Comment by arcfour
12 days ago
It would be very surprising to see someone use OCB when GCM exists and is what everyone uses.
Although I agree in principle it is quite scary!
12 days ago
It would be very surprising to see someone use OCB when GCM exists and is what everyone uses.
Although I agree in principle it is quite scary!
OCB can be a bit faster than GCM, the only reason GCM took over is because OCB was patented. That patent has now lapsed, but since everyone uses GCM the performance advantage of OCB isn't likely worth switching for. Especially since GCM has hardware acceleration, and IIRC OCB can't benefit from that so it may actually decrease performance on modern CPUs.

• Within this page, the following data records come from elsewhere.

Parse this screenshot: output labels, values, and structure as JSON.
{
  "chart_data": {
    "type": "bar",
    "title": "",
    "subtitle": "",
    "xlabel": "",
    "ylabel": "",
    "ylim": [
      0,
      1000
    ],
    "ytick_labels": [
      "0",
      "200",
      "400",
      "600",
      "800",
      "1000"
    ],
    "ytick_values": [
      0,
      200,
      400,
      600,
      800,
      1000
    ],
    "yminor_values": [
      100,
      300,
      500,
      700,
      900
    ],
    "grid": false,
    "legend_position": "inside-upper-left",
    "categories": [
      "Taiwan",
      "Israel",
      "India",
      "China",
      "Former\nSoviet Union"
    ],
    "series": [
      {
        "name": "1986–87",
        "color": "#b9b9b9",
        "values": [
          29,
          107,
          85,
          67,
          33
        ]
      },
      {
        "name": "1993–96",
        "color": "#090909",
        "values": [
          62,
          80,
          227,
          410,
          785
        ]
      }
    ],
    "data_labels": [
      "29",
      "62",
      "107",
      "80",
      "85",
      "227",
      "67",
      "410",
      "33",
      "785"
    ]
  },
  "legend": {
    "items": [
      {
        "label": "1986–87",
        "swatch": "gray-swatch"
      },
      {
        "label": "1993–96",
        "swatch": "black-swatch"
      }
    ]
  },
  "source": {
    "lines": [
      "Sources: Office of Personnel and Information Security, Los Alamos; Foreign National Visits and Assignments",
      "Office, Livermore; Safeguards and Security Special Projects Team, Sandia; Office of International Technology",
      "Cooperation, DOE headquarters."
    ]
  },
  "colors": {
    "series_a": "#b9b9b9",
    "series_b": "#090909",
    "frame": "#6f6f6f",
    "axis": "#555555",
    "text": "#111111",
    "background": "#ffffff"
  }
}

IIRC GCM offers additional authenticated data whereas OCB doesn't (or you would have to roll it yourself), right? That would be another reason to pick GCM over OCB.
OCB3 also allows associated data (AD). Rogaway's faq[1] describes the history of the versions. OCB1 didn't have AD, OCB2 tried to fix that but was less efficient. OCB3 is the final version of OCB, and is a proper AEAD cipher. After OCB3 was created OCB2 was broken, but OCB1 and OCB3 remain secure. OCB3 is provably secure, and at least 2x as fast as GCM without hardware acceleration. In theory it'd be faster with hardware acceleration, but that's only likely in an FPGA or ASIC implementation since GCM is fast enough and accelerated in modern CPUs. Intel & AMD aren't going to spend the die area on OCB.
I like OCB, it's an elegant construction, but I'm more likely to use and recommend GCM because GCM is good enough and allows much easier interop since it's more widely used. Since AEGIS is nicer as a high-performance cipher system, and Ascon is better for constrained systems OCB doesn't really have a niche where it's the best choice.
[1] https://www.cs.ucdavis.edu/~rogaway/ocb/ocb-faq.htm
> It would be very surprising to see someone use OCB when GCM exists and is what everyone uses.